The best comedic methods; analysis
Comedic writing is, without a shade of doubt, the easiest form of literature. You may think this is not so. You may think writing comedy is the very hardest thing on earth. You may think coming up even with one (1) good joke is such a gargantuan task that the attempt must certainly be doomed. I will, however – and I use the word carefully – give an in-depth analysis of the amazing!! methods that have forced me to arrive at my own conclusions. I do this solely for the benefit of my peers, who doubtlessly will be able to glean innumerable gems of sparkling wisdom and decidedly unbeatable insights from this article.
It bears to be noted that even if you are an accomplished writer with impeccable style and sure-fire comedic methods, you will still benefit from this article. Reading it will just boost your abilities beyond belief. You will be able to come up with brilliant one-liners at the rate of six per minute. Reading the article aloud to your semi-deaf grandmother will serve as a wonderful new way of testing her hearing aid. Memorising every word to be repeated as mantras during times of hellish distress will do wonders for your suffering soul – and you will also gain street credibility as you mumble away.
I see before me a side-splitting article. I have not written it yet, but I'm so full of confidence that I cannot imagine any possible failure at the task ahead. You can feel the power too, can't you? You're itching to finally get to the actual business at hand – the literary methods that will make you a golden comedic writer, who will earn millions of Zlotys by merely farting into the computer. This is a promise: I will not disappoint you! After reading this article you will be at least 1500% better at writing comedy than you used to be – if I have understood this percentage thing correctly.
Method 1: Underestimating the reader
At the risk of repeating what the header already states, you can underestimate the reader in a number of ways.
- You can pile pointless repetition upon pointless repetition upon pointless repetition upon him – or her – hoping that this will somehow turn out to be funny. Turn out to be funny! This always leaves a back door open: you can grow incoherent at any point and just say that your computer exploded when you farted into it and you couldn't come up with anything better.
- You can underestimate your reader in a more subtle way – for instance, raising yourself so high onto a pedestal that you become unassailable in your own view. If you cannot do this comparably well, i.e. in such a way that you actually believe your own words, you can always use the trick of the fart-and-exploding-computer. Then it won't matter what anyone believes, because my computer just exploded.
- You may force yourself to believe the reader has no way of discerning good text from bad text – which he won't if his computer explodes.
Method 2: Overestimating the reader
This method is far less tricky than the previous one.
- Write any old thing that crapcakes its way into your consciousness or just the type whatever it is. There is a good chance that your reader will think this is very profound – or alternately cocks so low-brow that he will think it is somehow funny, and there's a fart and the computer then explodes and he laughs in a low-brow way. Isn't this another way of underestomatoes the reader? Oh I don't think so. If you're capable of overestimating yourself, you're just as capable of overestimating others. In that way, this method is really easy. It is a quality method if any go with it now.
- Imagine that the reader will come up with jokes himself (or her) when they (this is a compromise) are reading (luckily verbs don't need to be transformed along with the pronouns) your terribly boring article about exploding computers. This might, again, look like another way of underestimating – but it is a question of your point of view, really. Under, over, schmunder, schmover. I think my computer is just about to explode, even though I'm too bored to even fart.
Method 3: Estimating the reader spot on
This method runs into one fundamental problem: which reader are you going to estimate? Alternatively, can you find the smallest common denominator, the one line of writing that wins the day every time? Is that even possible with cases of Asperger's Syndrome and Dramatic Exploration Incoherence Witlessness running riot among your potential audience? Rest assured: after reading the next two or three bulletin points, you will always be able to write for the widest possible audience.
- Go for it. I mean, really go for it! Write the best stuff you can! You can do it!
- Do it now! Find that smallest common denominator! Find it and use it! You can do it! It will always work!
- Do it do it do it! Make that computer explode! You can do it! Explode it good! Go for it! EXPLODE THAT SUCKER NOW!
Conclusion
This article, while it may seem a total success to the unaided eye, obviously fails to address the most difficult problem of comedic writing properly. We are not even certain what the problem is, ourselves, because we are so immersed in the magnificence of our own writing. Somehow, though, there is a sneaking suspicion about the foundations of our own thought processes. We might be skirting the problem even very closely, yet we might not be able to quite put our finger on it. And just as we are about to hit upon the problem – and thereby ways of solving it – our computer explodes, because we couldn't help farting into it and the dog also farted into it.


[Exercise description] Copy out exactly each line from the line with "find human eye" through the last line of the material below.

[Given records]
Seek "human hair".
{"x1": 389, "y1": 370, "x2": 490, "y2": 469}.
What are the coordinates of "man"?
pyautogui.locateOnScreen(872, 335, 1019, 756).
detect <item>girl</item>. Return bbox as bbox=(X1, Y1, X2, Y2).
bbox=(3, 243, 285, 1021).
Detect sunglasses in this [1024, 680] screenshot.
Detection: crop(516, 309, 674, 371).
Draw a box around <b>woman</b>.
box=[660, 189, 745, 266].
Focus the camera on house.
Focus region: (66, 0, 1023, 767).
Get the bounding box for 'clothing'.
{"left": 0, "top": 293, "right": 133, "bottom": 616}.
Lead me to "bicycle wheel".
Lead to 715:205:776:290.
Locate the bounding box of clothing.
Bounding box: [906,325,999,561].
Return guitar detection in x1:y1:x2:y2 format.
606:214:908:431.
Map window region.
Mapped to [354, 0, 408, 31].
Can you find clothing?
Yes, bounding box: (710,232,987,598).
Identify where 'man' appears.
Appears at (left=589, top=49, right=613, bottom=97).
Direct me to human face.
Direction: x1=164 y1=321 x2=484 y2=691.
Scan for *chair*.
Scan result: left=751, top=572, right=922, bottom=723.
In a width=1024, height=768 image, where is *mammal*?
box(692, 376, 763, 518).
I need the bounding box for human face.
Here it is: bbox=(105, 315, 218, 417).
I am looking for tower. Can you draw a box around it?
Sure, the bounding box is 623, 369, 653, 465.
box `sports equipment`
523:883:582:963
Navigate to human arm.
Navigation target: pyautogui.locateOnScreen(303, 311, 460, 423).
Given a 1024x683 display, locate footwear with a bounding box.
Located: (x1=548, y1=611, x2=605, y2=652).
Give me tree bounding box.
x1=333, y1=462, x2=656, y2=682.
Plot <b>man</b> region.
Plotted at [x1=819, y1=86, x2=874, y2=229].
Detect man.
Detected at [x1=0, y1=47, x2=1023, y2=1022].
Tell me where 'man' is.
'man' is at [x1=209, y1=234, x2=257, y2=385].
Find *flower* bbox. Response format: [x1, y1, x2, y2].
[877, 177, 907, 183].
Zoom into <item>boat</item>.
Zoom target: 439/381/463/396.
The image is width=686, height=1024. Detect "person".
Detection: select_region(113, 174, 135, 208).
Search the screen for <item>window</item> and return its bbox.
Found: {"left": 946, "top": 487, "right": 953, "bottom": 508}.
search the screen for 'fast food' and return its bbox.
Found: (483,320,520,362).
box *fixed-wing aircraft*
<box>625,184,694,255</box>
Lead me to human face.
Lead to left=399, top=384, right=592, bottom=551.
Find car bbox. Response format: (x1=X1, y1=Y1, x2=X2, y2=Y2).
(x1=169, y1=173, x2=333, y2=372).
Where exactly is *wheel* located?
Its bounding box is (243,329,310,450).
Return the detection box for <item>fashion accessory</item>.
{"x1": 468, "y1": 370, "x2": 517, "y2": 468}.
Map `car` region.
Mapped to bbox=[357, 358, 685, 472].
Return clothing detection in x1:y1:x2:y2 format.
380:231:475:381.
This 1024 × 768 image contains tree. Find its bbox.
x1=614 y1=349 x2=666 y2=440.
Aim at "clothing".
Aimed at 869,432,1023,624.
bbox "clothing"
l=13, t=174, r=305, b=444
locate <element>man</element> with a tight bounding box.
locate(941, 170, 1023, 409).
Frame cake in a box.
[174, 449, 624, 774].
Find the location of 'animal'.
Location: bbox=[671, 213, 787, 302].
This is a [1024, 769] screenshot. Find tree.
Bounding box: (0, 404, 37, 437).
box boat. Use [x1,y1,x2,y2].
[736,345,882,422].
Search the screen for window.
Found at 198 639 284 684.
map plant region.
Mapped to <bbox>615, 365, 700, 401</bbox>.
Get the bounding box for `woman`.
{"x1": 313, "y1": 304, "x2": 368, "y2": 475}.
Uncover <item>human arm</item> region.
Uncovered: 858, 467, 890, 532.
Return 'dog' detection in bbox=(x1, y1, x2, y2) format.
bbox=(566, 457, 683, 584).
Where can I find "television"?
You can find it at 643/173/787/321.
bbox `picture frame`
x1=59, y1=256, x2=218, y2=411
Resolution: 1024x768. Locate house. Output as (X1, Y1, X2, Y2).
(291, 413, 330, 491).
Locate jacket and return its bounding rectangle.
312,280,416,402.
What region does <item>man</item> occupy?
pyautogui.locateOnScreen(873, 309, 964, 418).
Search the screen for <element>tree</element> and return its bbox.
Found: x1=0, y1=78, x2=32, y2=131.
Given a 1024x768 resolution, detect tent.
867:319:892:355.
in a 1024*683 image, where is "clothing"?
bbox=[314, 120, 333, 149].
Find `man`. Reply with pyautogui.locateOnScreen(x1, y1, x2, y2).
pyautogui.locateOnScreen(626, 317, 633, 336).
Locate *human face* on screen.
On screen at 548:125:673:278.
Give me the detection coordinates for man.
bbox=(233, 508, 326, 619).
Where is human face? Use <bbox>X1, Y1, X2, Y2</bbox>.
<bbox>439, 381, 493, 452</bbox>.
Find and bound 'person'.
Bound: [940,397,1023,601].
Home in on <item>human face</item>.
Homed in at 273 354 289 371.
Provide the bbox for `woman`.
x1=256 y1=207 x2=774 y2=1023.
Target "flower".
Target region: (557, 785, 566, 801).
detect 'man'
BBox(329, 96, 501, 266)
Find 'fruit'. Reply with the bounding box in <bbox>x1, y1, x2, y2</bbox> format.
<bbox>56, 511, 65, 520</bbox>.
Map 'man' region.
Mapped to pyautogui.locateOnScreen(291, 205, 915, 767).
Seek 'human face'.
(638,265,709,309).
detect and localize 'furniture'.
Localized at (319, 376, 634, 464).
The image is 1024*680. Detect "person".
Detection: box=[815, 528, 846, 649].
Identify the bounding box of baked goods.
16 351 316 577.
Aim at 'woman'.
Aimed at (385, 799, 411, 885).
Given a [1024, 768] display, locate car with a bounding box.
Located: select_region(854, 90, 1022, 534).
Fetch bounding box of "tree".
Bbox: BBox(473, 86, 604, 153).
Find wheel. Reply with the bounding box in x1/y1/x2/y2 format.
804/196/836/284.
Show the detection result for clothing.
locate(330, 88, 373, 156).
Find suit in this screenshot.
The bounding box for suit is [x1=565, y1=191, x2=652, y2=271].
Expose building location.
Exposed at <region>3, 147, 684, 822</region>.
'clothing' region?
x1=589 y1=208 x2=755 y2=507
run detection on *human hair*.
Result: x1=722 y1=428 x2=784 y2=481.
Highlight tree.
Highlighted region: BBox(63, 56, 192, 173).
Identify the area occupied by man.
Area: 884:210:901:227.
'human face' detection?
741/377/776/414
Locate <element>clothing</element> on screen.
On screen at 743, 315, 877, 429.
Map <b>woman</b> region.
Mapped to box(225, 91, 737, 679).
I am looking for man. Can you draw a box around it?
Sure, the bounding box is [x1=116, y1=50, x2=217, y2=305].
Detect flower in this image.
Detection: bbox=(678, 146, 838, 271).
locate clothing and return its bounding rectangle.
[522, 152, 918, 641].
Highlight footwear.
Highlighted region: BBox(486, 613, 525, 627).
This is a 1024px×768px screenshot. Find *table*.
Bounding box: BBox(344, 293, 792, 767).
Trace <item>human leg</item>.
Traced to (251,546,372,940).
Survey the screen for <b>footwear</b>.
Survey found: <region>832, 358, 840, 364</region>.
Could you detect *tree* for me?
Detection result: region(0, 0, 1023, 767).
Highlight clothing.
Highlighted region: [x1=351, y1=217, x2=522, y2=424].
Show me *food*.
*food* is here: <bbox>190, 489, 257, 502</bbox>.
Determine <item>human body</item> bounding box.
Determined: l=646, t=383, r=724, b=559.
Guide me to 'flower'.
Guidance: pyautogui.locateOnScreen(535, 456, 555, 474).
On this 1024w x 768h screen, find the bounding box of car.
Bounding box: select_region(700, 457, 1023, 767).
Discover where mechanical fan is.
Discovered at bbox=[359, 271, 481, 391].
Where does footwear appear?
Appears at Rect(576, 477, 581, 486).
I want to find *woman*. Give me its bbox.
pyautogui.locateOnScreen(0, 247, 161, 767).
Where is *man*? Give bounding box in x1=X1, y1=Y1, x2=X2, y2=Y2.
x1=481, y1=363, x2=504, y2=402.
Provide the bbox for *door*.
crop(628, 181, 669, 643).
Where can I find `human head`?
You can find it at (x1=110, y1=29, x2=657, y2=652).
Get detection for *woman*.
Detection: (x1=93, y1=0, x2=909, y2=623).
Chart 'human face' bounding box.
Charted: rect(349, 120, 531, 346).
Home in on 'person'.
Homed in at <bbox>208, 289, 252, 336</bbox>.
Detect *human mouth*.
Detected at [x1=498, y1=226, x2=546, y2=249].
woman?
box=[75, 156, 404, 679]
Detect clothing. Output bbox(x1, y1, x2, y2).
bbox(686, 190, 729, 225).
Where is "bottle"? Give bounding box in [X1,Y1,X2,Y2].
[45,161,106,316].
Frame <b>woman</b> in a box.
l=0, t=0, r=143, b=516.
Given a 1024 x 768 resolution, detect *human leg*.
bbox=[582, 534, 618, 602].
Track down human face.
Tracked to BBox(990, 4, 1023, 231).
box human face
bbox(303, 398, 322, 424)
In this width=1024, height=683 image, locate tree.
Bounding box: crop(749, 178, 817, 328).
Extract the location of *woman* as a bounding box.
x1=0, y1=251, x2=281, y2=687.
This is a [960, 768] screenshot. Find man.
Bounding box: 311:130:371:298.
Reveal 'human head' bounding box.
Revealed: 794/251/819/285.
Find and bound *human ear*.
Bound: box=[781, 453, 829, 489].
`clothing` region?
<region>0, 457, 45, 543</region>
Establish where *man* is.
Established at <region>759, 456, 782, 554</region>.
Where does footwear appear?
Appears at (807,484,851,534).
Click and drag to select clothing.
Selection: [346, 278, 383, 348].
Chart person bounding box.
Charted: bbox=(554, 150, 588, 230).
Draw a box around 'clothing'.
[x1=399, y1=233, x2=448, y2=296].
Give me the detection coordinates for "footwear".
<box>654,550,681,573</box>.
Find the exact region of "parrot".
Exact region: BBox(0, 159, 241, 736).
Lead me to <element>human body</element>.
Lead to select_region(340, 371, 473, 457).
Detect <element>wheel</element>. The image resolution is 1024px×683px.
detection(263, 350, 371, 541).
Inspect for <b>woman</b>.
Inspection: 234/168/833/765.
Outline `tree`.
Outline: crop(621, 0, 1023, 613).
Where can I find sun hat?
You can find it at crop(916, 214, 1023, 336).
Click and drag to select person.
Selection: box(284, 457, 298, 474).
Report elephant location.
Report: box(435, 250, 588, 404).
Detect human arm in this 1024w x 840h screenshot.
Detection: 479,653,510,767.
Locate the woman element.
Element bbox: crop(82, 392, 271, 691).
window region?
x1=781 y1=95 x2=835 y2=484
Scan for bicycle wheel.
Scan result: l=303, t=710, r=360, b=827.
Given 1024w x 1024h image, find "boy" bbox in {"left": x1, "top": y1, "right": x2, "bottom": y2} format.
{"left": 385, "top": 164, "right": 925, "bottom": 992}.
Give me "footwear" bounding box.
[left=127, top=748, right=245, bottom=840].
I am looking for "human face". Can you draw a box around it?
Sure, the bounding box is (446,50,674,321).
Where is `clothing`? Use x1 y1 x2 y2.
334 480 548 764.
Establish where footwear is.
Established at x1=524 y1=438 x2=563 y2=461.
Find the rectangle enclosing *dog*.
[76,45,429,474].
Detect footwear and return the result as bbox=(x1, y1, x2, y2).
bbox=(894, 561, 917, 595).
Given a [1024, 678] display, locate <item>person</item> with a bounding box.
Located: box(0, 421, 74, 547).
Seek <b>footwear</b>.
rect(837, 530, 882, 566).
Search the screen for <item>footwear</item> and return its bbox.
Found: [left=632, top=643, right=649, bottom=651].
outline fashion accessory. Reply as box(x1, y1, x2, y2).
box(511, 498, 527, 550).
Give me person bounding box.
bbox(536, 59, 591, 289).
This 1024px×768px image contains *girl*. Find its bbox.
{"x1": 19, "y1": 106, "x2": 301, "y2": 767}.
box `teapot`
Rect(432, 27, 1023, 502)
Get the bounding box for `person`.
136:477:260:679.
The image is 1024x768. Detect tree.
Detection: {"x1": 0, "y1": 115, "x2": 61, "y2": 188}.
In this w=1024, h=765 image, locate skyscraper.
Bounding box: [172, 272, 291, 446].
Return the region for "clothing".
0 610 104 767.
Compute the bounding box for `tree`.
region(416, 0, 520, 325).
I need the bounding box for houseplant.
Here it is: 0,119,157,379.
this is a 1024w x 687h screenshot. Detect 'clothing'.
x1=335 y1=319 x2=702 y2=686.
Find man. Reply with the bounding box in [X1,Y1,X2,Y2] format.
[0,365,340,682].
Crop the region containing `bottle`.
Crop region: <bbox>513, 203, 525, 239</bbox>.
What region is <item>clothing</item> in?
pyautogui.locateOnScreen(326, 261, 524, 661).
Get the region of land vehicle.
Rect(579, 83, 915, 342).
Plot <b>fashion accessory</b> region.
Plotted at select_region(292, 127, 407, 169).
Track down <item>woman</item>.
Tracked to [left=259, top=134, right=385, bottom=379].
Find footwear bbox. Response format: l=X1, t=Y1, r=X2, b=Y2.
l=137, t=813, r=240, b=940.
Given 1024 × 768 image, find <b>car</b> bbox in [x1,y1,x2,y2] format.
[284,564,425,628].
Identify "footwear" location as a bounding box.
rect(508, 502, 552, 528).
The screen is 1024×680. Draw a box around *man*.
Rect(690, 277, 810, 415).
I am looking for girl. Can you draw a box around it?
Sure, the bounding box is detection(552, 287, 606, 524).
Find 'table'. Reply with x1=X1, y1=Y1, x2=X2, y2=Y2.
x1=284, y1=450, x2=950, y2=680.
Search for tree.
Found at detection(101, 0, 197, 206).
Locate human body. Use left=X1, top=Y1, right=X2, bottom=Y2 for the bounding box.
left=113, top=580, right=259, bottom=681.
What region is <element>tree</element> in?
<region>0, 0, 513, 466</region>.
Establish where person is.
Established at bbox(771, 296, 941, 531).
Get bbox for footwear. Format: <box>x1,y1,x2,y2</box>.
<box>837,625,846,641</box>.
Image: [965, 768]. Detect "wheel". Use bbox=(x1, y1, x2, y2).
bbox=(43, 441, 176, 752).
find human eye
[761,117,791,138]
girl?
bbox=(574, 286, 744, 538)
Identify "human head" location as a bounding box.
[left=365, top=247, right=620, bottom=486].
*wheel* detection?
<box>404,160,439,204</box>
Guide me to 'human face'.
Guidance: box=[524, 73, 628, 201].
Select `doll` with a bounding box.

[Your response]
find human eye
[761,117,791,138]
girl?
bbox=(574, 286, 744, 538)
Identify "human head" location as a bounding box.
[left=365, top=247, right=620, bottom=486].
*wheel* detection?
<box>404,160,439,204</box>
Guide me to 'human face'.
Guidance: box=[524, 73, 628, 201].
Select `doll` with a bounding box.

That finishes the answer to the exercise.